Ghost Ship 2002 Movie Poster

It can't be denied that 2002’s sea-set horror effort Ghost Ship has a fantastic opening scene. The rest of the “haunted house at sea” is dour and disposable, but the outrageously gory opening offers a stomach-turning scene of mass slaughter that will stick with even hardened genre fans. Unfortunately, a great opening does not equal a great movie, and Urban is given little to do in this otherwise familiar horror effort. When a crew of marine salvagers comes across an ocean liner abandoned decades earlier, they are inevitably picked off one by one by vengeful ghosts until one of the cast turns out to be connected to the doomed vessel. Predictable and scare-free, this Thirteen Ghosts.

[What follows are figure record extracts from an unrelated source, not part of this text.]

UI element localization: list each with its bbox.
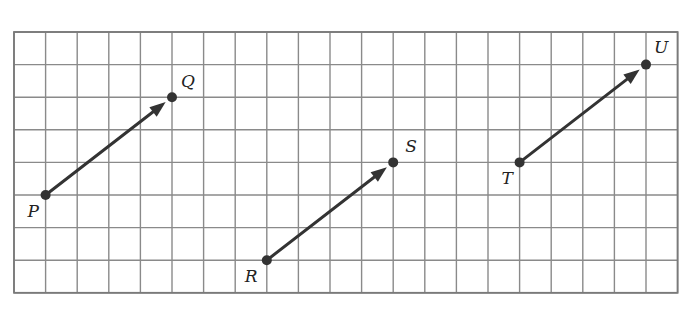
point-P	[41, 190, 51, 200]
point-U	[641, 60, 651, 70]
point-label-S: S	[405, 136, 417, 156]
point-label-U: U	[654, 37, 669, 57]
vectors-layer: PQRSTU	[27, 37, 669, 287]
point-Q	[167, 92, 177, 102]
vector-grid-diagram: PQRSTU	[0, 0, 687, 310]
vector-PQ: PQ	[27, 71, 195, 221]
vector-shaft	[267, 171, 382, 260]
point-label-R: R	[244, 266, 258, 286]
vector-shaft	[520, 73, 635, 162]
point-R	[262, 255, 272, 265]
point-label-Q: Q	[181, 71, 195, 91]
point-label-T: T	[502, 168, 515, 188]
vector-TU: TU	[502, 37, 669, 189]
point-S	[388, 157, 398, 167]
vector-shaft	[46, 106, 161, 195]
point-T	[515, 157, 525, 167]
point-label-P: P	[27, 201, 40, 221]
grid-paper	[14, 32, 678, 293]
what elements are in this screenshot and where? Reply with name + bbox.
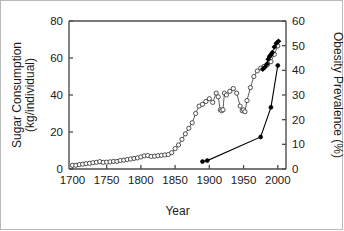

And Soon The Darkness (2010)

And Soon The Darkness 2010

The best thing that can be said for 2010’s And Soon The Darkness is that the twisty mystery thriller does improve on the 1970 original of the same name. Set in Argentina, this forgettable but able kidnap thriller sees Karl Urban Amber Heard as the pair play tourists searching for their kidnapped traveling partners (Urban’s girlfriend and Heard’s friend). The action is somewhat slow to get going and lacks the visceral punch of its contemporaries like the gorier superior horror movie to Ghost Ship.

Priest (2011)

Paul Bettany Priest 2011

In 2010, director Scott Stewart abandoned an angelic character played by Paul Bettany in a roadside diner in the middle of nowhere and left the heroic messenger of god to battle demons as bemused patrons looked on. A year after Legion was roundly panned by critics, Stewart made the irable decision to ignore their advice and produce an even weirder follow-up, Priest. Priest notably does not see Bettany reprise the role of Archangel Michael, but he instead plays the eponymous Priest, a vampire-slaying veteran of a centuries-long conflict between bloodsuckers and humans. Urban is the villainous Black Hat, a vampire-human hybrid who (spoilers) was once a priest like Bettany, and is now trying to off all his fellow warriors to end the war.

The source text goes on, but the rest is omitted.